Coming Tuesday on DVD/home video

27 Dresses (PG-13) ***: This romantic comedy about a semi-professional bridesmaid who neglects her own love life provides Katherine Heigl (''Knocked Up'') with a chance to flex her comedic muscles, and her whip-smart delivery and timing are an indication that we may at last have a worthy heroine for the otherwise shaky future of rom-com. Heigl's foil, James Marsden, acquits himself well, too; he should've taken off those Cyclops glasses years ago. ''27 Dresses'' is, of course, mostly silly and always frothy, as sugary at times as wedding-cake frosting. But it's tempered with a welcome strain of sour grapes, mostly doled out by the peerless Judy Greer as Jane's cynical, slutty best friend. -- Ogle (language, some innuendo, sexuality) 107 minutes.

The Diving Bell and the Butterfly (R) ****: The most astonishing, poetic and powerful film of the season, director Julian Schnabel's drama is essential viewing, not just for the deeply humanist principles that drive it but for the sublime proof it provides of cinema's abiding artistic relevance. Based on the true story of Jean-Dominique Bauby (played by Mathias Amalric), the stylish, high-living editor of French Elle, who suffered a stroke at 43, lost his power of speech and was left able to move only his left eyelid, what could have been a portrait of impotence and suffering becomes a soaring ode to beauty, memory, imagination and spiritual liberation. -- Herald wire services (vulgar language, nudity, adult themes). In French with English subtitles. 112 minutes.
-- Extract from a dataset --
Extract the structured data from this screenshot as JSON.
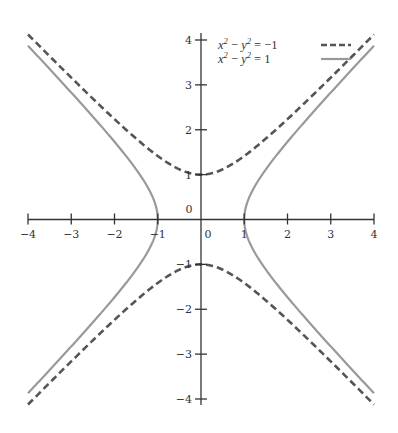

The Golden Compass (PG-13) **: Mega-budget, star-studded adaptation of the first volume in Philip Pullman's beloved ''His Dark Materials'' trilogy is a handsomely rendered, uninvolving fantasy that spreads itself too thinly, never giving the audience an emotional entry point into its complex story. A noble directing effort by Chris Weitz (''American Pie,'' ''About a Boy'') results in lots of lovely images that never coalesce into a vibrant adventure. Instead, it's just one thing after another, with a 12-year-old girl (newcomer Dakota Blue Richards) thrust into a world of parallel universes, magic and talking polar bears that exhausts instead of enchanting. Only Nicole Kidman, in a wonderfully evil turn as a potentially villainous guardian, manages to break through the film's artificial surface. -- Rodriguez (brief fantasy violence). 117 minutes.